Music
Music
ON PAYBACK
ON PAYBACK... Most of the songs were written in a spider-infested, rodent-ridden utility room near High Park. Temperatures ran from sub-zero to sub-tropical, it flooded twice, and bricks fell from the ceiling. I had a recorder, two guitars, a cheap mic, and a monster amp, wrapped around me like the cockpit of a plane. One night I moved a box and thousands of baby spiders scattered into the darkness. I’d heard of black widows in that area, and that’s the only time I didn’t record. I couldn’t sit in the half-light with headphones on and my back turned to all those little bloodsuckers. Steve Kosub/Bell Hollow
ON RANDY...First and foremost, Randy is a craftsman. If there were no guitars he’d make one. Then he’d make a stage, a chair and houselights to play under. Over the years, he’s made some interesting things for me. After he made me a guitarist, he made a monogrammed “Strat” pickguard for my ten-dollar ukulele. Then he made me learn “Layla on it” during grade eleven geography.

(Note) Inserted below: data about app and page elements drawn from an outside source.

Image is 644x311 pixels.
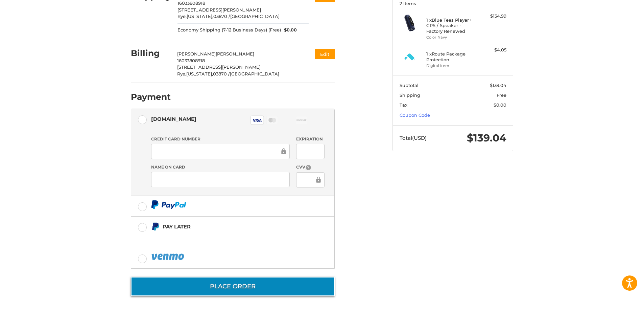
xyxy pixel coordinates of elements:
[494,102,506,107] span: $0.00
[213,71,230,76] span: 03870 /
[230,13,280,19] span: [GEOGRAPHIC_DATA]
[151,136,290,142] label: Credit Card Number
[426,17,478,34] h4: 1 x Blue Tees Player+ GPS / Speaker - Factory Renewed
[400,1,506,6] h3: 2 Items
[400,102,407,107] span: Tax
[315,49,335,59] button: Edit
[426,35,478,40] li: Color Navy
[216,51,254,57] span: [PERSON_NAME]
[151,113,197,125] div: [DOMAIN_NAME]
[131,92,171,102] h2: Payment
[177,58,205,63] span: 16033808918
[230,71,279,76] span: [GEOGRAPHIC_DATA]
[151,233,292,239] iframe: PayPal Message 1
[178,0,205,6] span: 16033808918
[187,13,213,19] span: [US_STATE],
[400,135,427,141] span: Total (USD)
[213,13,230,19] span: 03870 /
[131,277,335,296] button: Place Order
[178,7,261,13] span: [STREET_ADDRESS][PERSON_NAME]
[151,200,186,209] img: PayPal icon
[400,82,419,88] span: Subtotal
[400,112,430,118] a: Coupon Code
[177,71,186,76] span: Rye,
[177,51,216,57] span: [PERSON_NAME]
[490,82,506,88] span: $139.04
[178,13,187,19] span: Rye,
[497,92,506,98] span: Free
[400,92,420,98] span: Shipping
[186,71,213,76] span: [US_STATE],
[151,222,159,231] img: Pay Later icon
[163,221,292,232] div: Pay Later
[296,136,324,142] label: Expiration
[426,63,478,69] li: Digital Item
[151,164,290,170] label: Name on Card
[296,164,324,170] label: CVV
[467,132,506,144] span: $139.04
[177,64,261,70] span: [STREET_ADDRESS][PERSON_NAME]
[281,27,297,34] span: $0.00
[131,48,170,59] h2: Billing
[178,27,281,34] span: Economy Shipping (7-12 Business Days) (Free)
[480,13,506,19] div: $134.99
[151,252,186,261] img: PayPal icon
[426,51,478,62] h4: 1 x Route Package Protection
[480,47,506,53] div: $4.05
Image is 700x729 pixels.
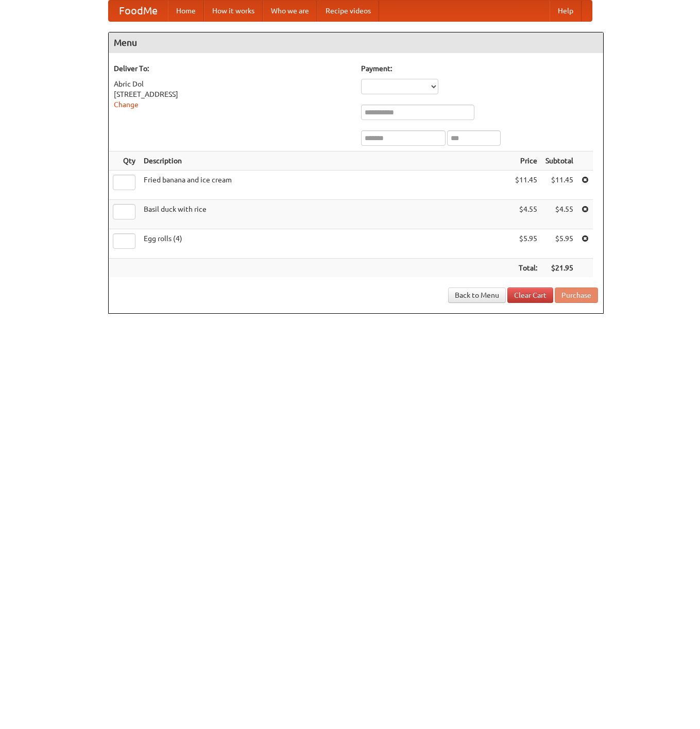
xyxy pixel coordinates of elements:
[361,63,598,74] h5: Payment:
[555,288,598,303] button: Purchase
[262,1,318,21] a: Who we are
[511,229,541,258] td: $5.95
[204,1,262,21] a: How it works
[541,258,577,278] th: $21.95
[168,1,204,21] a: Home
[140,229,511,258] td: Egg rolls (4)
[511,258,541,278] th: Total:
[108,1,168,21] a: FoodMe
[318,1,379,21] a: Recipe videos
[549,1,581,21] a: Help
[507,288,553,303] a: Clear Cart
[541,229,577,258] td: $5.95
[541,151,577,170] th: Subtotal
[448,288,506,303] a: Back to Menu
[114,89,351,100] div: [STREET_ADDRESS]
[108,33,603,53] h4: Menu
[108,151,140,170] th: Qty
[140,200,511,229] td: Basil duck with rice
[114,63,351,74] h5: Deliver To:
[511,200,541,229] td: $4.55
[114,79,351,89] div: Abric Dol
[511,151,541,170] th: Price
[114,100,138,108] a: Change
[140,151,511,170] th: Description
[140,170,511,200] td: Fried banana and ice cream
[541,200,577,229] td: $4.55
[541,170,577,200] td: $11.45
[511,170,541,200] td: $11.45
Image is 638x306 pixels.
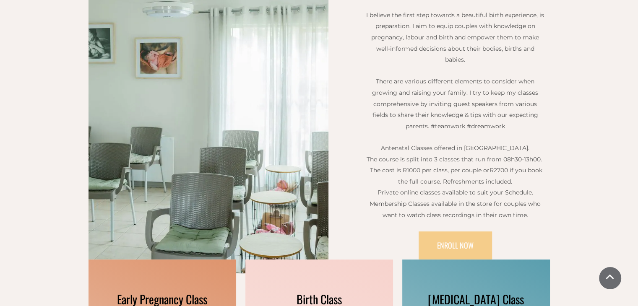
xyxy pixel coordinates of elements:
a: Scroll To Top [599,267,621,289]
span: I believe the first step towards a beautiful birth experience, is preparation. I aim to equip cou... [366,11,544,63]
span: ENROLL NOW [437,240,474,251]
span: Membership Classes available in the store for couples who want to watch class recordings in their... [369,200,541,219]
span: Private online classes available to suit your Schedule. [377,189,533,196]
span: The course is split into 3 classes that run from 08h30-13h00. The cost is R1000 per class, per co... [367,156,544,174]
a: ENROLL NOW [419,232,492,260]
span: There are various different elements to consider when growing and raising your family. I try to k... [372,78,538,119]
span: dge & tips with our expecting parents. #teamwork #dreamwork [406,111,538,130]
span: R2700 if you book the full course. Refreshments included. [398,167,542,185]
span: Antenatal Classes offered in [GEOGRAPHIC_DATA]. [381,144,529,152]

ON STEVE...I was born in Halifax, raised on the Trans-Canada. In Nova Scotia, Quebec, Alberta and Ontario. I’ve lived in a car, a boys’ home, my uncle’s hotel. I’ve lived with relatives, strangers, a house full of Chinese engineers, a TV star and a hillbilly killer. A middle-aged peroxide nympho and a Krusty lookalike. When I was seventeen, I argued with my dad about drumming. After he left, I packed my Habs duffel, and carried my kit through the snow to a rec center where I ran the rink. I slept on a beat-up couch for six weeks, played the drums, and lived on jelly-roll. I founded Bell Hollow, wrote, recorded and co-produced PAYBACK, did the promos and packaging, and named the Ottawa studio - Etched In Sound. I’ve run the back woods of Algonquin, scrambled a Chinatown market in my kung-fu uniform with a pig on a platter, been plucked from an Alberta riverbed just as the rush from the dam lifted me. Most of all? I remember waking up in a ‘62 Dodge Pheonix with the doors open and the ocean lapping at our wheels. Somewhere off in the mist, there were stories, and I had to find them first. Then I’d wake everybody up.